Journalist Dan Rather writes about how Trump destroyed the U.S. Agency for Global Media, an agency that counters pro-dictatorship propaganda:
USAGM’s programming can be read, seen, or heard in dictatorships such as Cuba, China, Russia, and Afghanistan, though not always easily. In North Korea in 2020, a fisherman was executed for secretly listening to Radio Free Asia while at sea.
By Monday, 1,000 journalists were placed on indefinite leave for not being MAGA cheerleaders. Others were locked out of their Washington, D.C., headquarters.
The mission of USAGM is threefold: to disseminate news to people who otherwise wouldn’t have access; to aid American diplomacy by extolling the tenets of democracy; and to model independent journalism.
Grant Turner, the former chief financial officer of USAGM, called the shutdown “Bloody Saturday.” “USAGM networks share important news, information and American values around the world. It took decades to build this goodwill and an audience of hundreds of millions every week. Seeing arsonists just set fire to it all is awful,” he told NPR.
Steve Capus, the president of Radio Free Europe/Radio Liberty, said in a statement, “The Iranian Ayatollahs, Chinese communist leaders, and autocrats in Moscow and Minsk would celebrate the demise of RFE/RL after 75 years. Handing our adversaries a win would make them stronger and America weaker.”
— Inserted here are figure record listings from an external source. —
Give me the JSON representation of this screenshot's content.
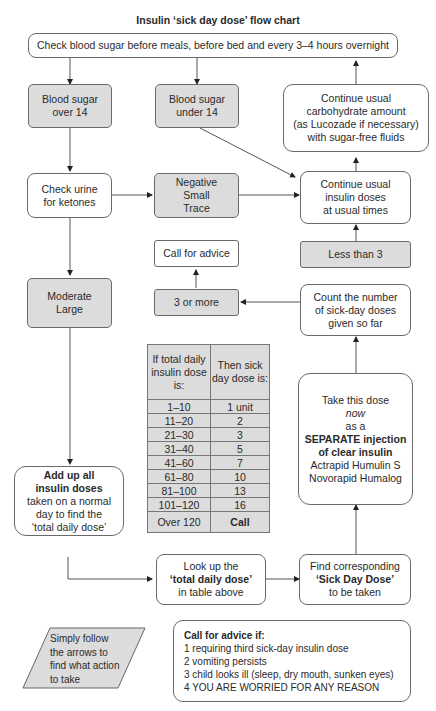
{
  "title": "Insulin ‘sick day dose’ flow chart",
  "nodes": {
    "check_blood": "Check blood sugar before meals, before bed and every 3–4 hours overnight",
    "over14": [
      "Blood sugar",
      "over 14"
    ],
    "under14": [
      "Blood sugar",
      "under 14"
    ],
    "carb": [
      "Continue usual",
      "carbohydrate amount",
      "(as Lucozade if necessary)",
      "with sugar-free fluids"
    ],
    "urine": [
      "Check urine",
      "for ketones"
    ],
    "neg": [
      "Negative",
      "Small",
      "Trace"
    ],
    "continue_insulin": [
      "Continue usual",
      "insulin doses",
      "at usual times"
    ],
    "call_advice": "Call for advice",
    "less3": "Less than 3",
    "three_more": "3 or more",
    "count": [
      "Count the number",
      "of sick-day doses",
      "given so far"
    ],
    "moderate": [
      "Moderate",
      "Large"
    ],
    "take_dose": {
      "l1": "Take this dose",
      "l2": "now",
      "l3": "as a",
      "l4": "SEPARATE injection",
      "l5": "of clear insulin",
      "l6": "Actrapid Humulin S",
      "l7": "Novorapid Humalog"
    },
    "add_up": {
      "bold1": "Add up all",
      "bold2": "insulin doses",
      "l3": "taken on a normal",
      "l4": "day to find the",
      "l5": "‘total daily dose’"
    },
    "lookup": {
      "l1": "Look up the",
      "l2": "‘total daily dose’",
      "l3": "in table above"
    },
    "find": {
      "l1": "Find corresponding",
      "l2": "‘Sick Day Dose’",
      "l3": "to be taken"
    }
  },
  "table": {
    "header": [
      "If total daily insulin dose is:",
      "Then sick day dose is:"
    ],
    "rows": [
      [
        "1–10",
        "1 unit"
      ],
      [
        "11–20",
        "2"
      ],
      [
        "21–30",
        "3"
      ],
      [
        "31–40",
        "5"
      ],
      [
        "41–60",
        "7"
      ],
      [
        "61–80",
        "10"
      ],
      [
        "81–100",
        "13"
      ],
      [
        "101–120",
        "16"
      ],
      [
        "Over 120",
        "Call"
      ]
    ]
  },
  "legend": "Simply follow the arrows to find what action to take",
  "advice": {
    "heading": "Call for advice if:",
    "items": [
      "1  requiring third sick-day insulin dose",
      "2  vomiting persists",
      "3  child looks ill (sleep, dry mouth, sunken eyes)",
      "4  YOU ARE WORRIED FOR ANY REASON"
    ]
  }
}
You need no more evidence of this than Andy Boreham’s reaction to the news. He is a reporter for an English-language newspaper in China controlled by the Chinese Communist Party. “EXCELLENT NEWS,” Boreham wrote on X. Radio Free Asia is “one of the U.S.’s most insidious anti-China propaganda outlets.”
Marcie Bianco writes that Trump is not a king, as much as he would like to be one, and that it is our responsibility to make sure he knows that:
From using the White House’s South Lawn to shill cars for his biggest campaign donor to demanding taxpayer-funded ads that claim he victoriously closed the southern border, President Donald Trump is demonstrating that, as he stated in his first term, he has “the right to do whatever I want.” That’s his twisted interpretation of Article 2 of the Constitution, which describes the power of the president.
Yet the president of the United States is not a king. He’s not a monarch ordained by a god. As former President Barack Obama said in a “60 Minutes” interview in November 2020, the “president is a public servant.” The person elected to that office should represent and serve the public’s best interest — not his own.
As mass protests against the Trump administration take place across the nation, let us remember the historical role and responsibility of the president and what others who’ve held the office have had to say about the responsibility that comes with the position. “The President is merely the most important among a large number of public servants,” former President Teddy Roosevelt wrote in a May 1918 editorial in The Kansas City Star. In 1954, former President Harry Truman said, “I would much rather be an honorable public servant and known as such than to be the richest man in the world.” Entire article.
Robert Reich writes about how to respond to Trump’s use of fear and intimidation:
1. If at all possible, do not give in to it. Thus, do not muzzle yourself, as some of Trump’s critics have done.
2. Join with others who are similarly situated to sue the regime and speak out.
3. The rest of us must support these efforts.
I suggest spending one hour a week on political activities to fight the Trump / Musk dictatorship or advance some other societal policy. By doing something on a regular basis, you may feel, like I do, part of something bigger than ourselves and are less likely to be overcome by despair.
The index to my prior essays (mostly post 5 November 2024) is here.
I have another blog on Cancer and Medicine.